Sunday, January 24, 2016

The Blizzard (And Media Coverage)

(This photo of the East Coast blizzard is from CNN.)

The residents of the Texas Panhandle (unlike people in other parts of Texas) understand how difficult it can being in a blizzard can be. We experience them intermittently ourselves. So I empathize with the residents of the nation's East Coast, who are experiencing a particularly bad blizzard. I hope all of you East Coast residents can stay safe, and are inconvenienced as little as possible. You are in my thoughts.

Doesn't it seem strange though (and very convenient) that when cable news networks cover an event like this (and like the shootings in Charleston, Paris, and San Bernardino), no newsworthy event ever happens in the rest of the world? How does this happen? Do the cable news networks send out a "bat signal" to the rest of the world, asking them to cease all activities that could be deemed newsworthy?

Of course, I am joking.

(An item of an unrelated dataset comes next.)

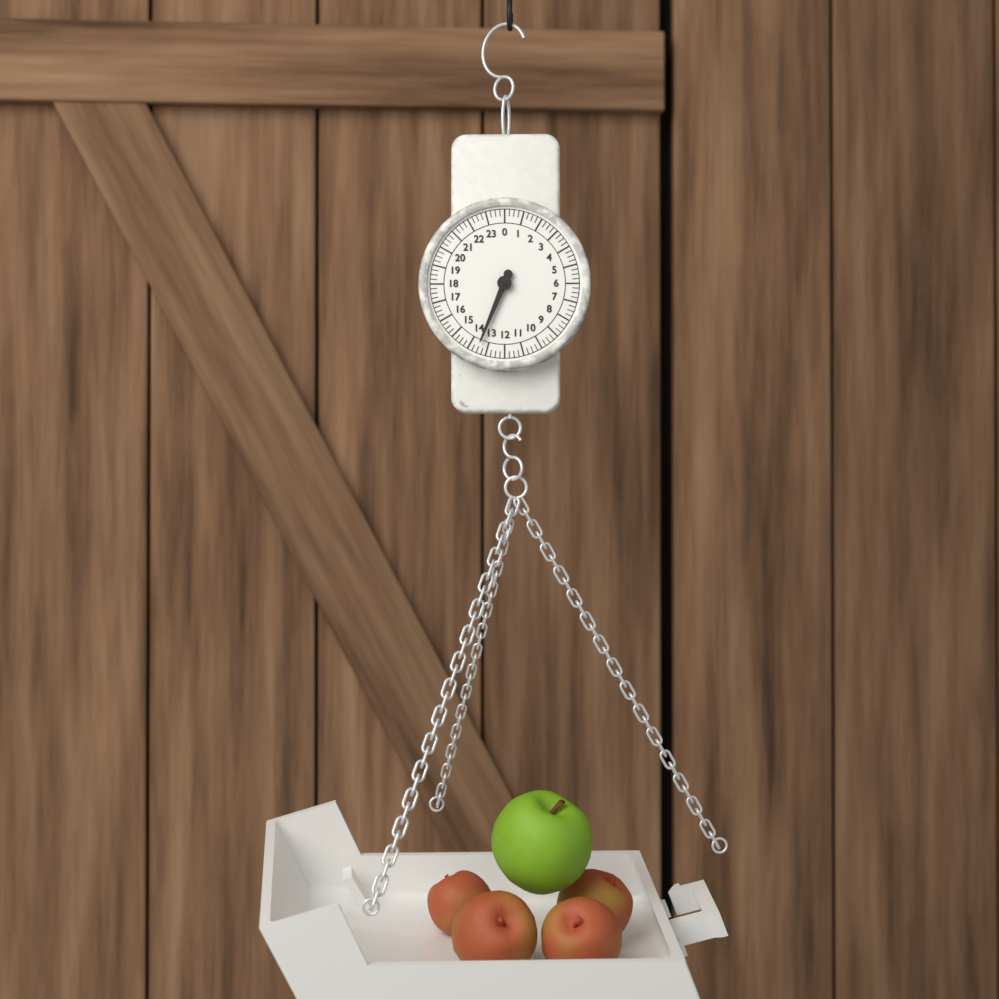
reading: 13.50 (no unit)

But it does seem to me that the cable networks could do a better job of covering these events without ignoring the rest of the world's news. Am I being unreasonable? I'd love to know what you readers think.

1 comment:

  1. Reporting in from Snowpocalypse North. (We missed the all-time record in central park by .1 inch, and probably set one out here in Brooklyn,) I can't comment on how the cable news handled it -- I rarely watch them and for interviews, not first-level news -- but they would always be my third choice, after local news and the Weather Channel.
    '
    I do appreciate the 'over-coverage' because I remember weather coverage in the days pre-satellite, pre-computer, and with only primitive radar at best. Not only was it less accurate, people paid it less attention -- with massive fatalities the result at times. Now people believe they know more about what they are talking about and pay attention. This time we had a week of knowing we could get whacked, and people made sure they shopped and were well stocked, when they could be, and mostly stayed home and didn't ignore the warnings. There were some pile-ups, some loss of life, but in the good old days the numbers would have come with an extra zero or two. (And yes, the fact it hit on a Saturday helped, too.)